Nah. We got LGBTQ+ marriages without a revolution. Civil Rights got better for a time. You're going to have to give examples in the last 20 years where a revolution worked. Meaning, the government wasn't taken over by an authoritarian and/or military leader.
To be fair, both of those were won with plenty of violence and took decades to accomplish.
The first Pride was a riot started most likely by a black trans woman who refused to be grabbed by the cops during one of their usual roundups of gay people and threw the first punch (brick to the face?) that set off a brawl across the whole area. IIRC, 100 cops were injured in the fight. But it still took nearly 50 years for gay marriage to be completely legal in the US. 1969 was when Stonewall happened, 2015 was the Supreme Court ruling (and that can be repealed at any time, like they did with abortion).
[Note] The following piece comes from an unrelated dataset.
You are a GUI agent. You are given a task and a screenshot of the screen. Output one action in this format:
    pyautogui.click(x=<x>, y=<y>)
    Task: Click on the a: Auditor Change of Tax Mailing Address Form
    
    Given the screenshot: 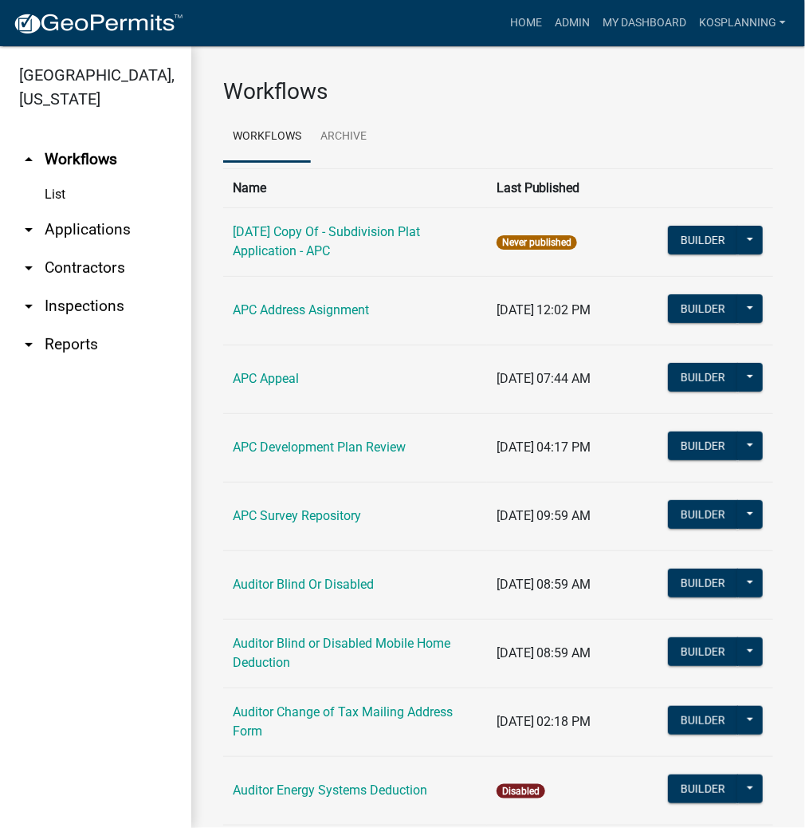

Even the first state to officially write it into law, Massachusetts, only happened in 2004.
MLK Jr credited the Black Panthers being armed and willing to do what he couldn't as a major part of why he had the success that he did. And his protests were already illegal, risking possible prison time for those involved if they weren't done very carefully. And even after 10 years, Civil Rights laws were only written after a week of riots and billions of dollars in property damage sparked by his murder. 10 years of protests, but it took less than a week for the laws to be drafted and signed into law when entire city districts started to get burnt to the ground.
However, revolutions can be cultural as well. Gay marriage is a great example with actual polling numbers to present. By the time that the Supreme Court ruled on it, polls said that the country was equally split on the issue while as of 2021 a full 70% of the US apparently supports gay marriage.
Widespread riots gave us the Civil Rights. Crack open Wikipedia for a minute on that champ.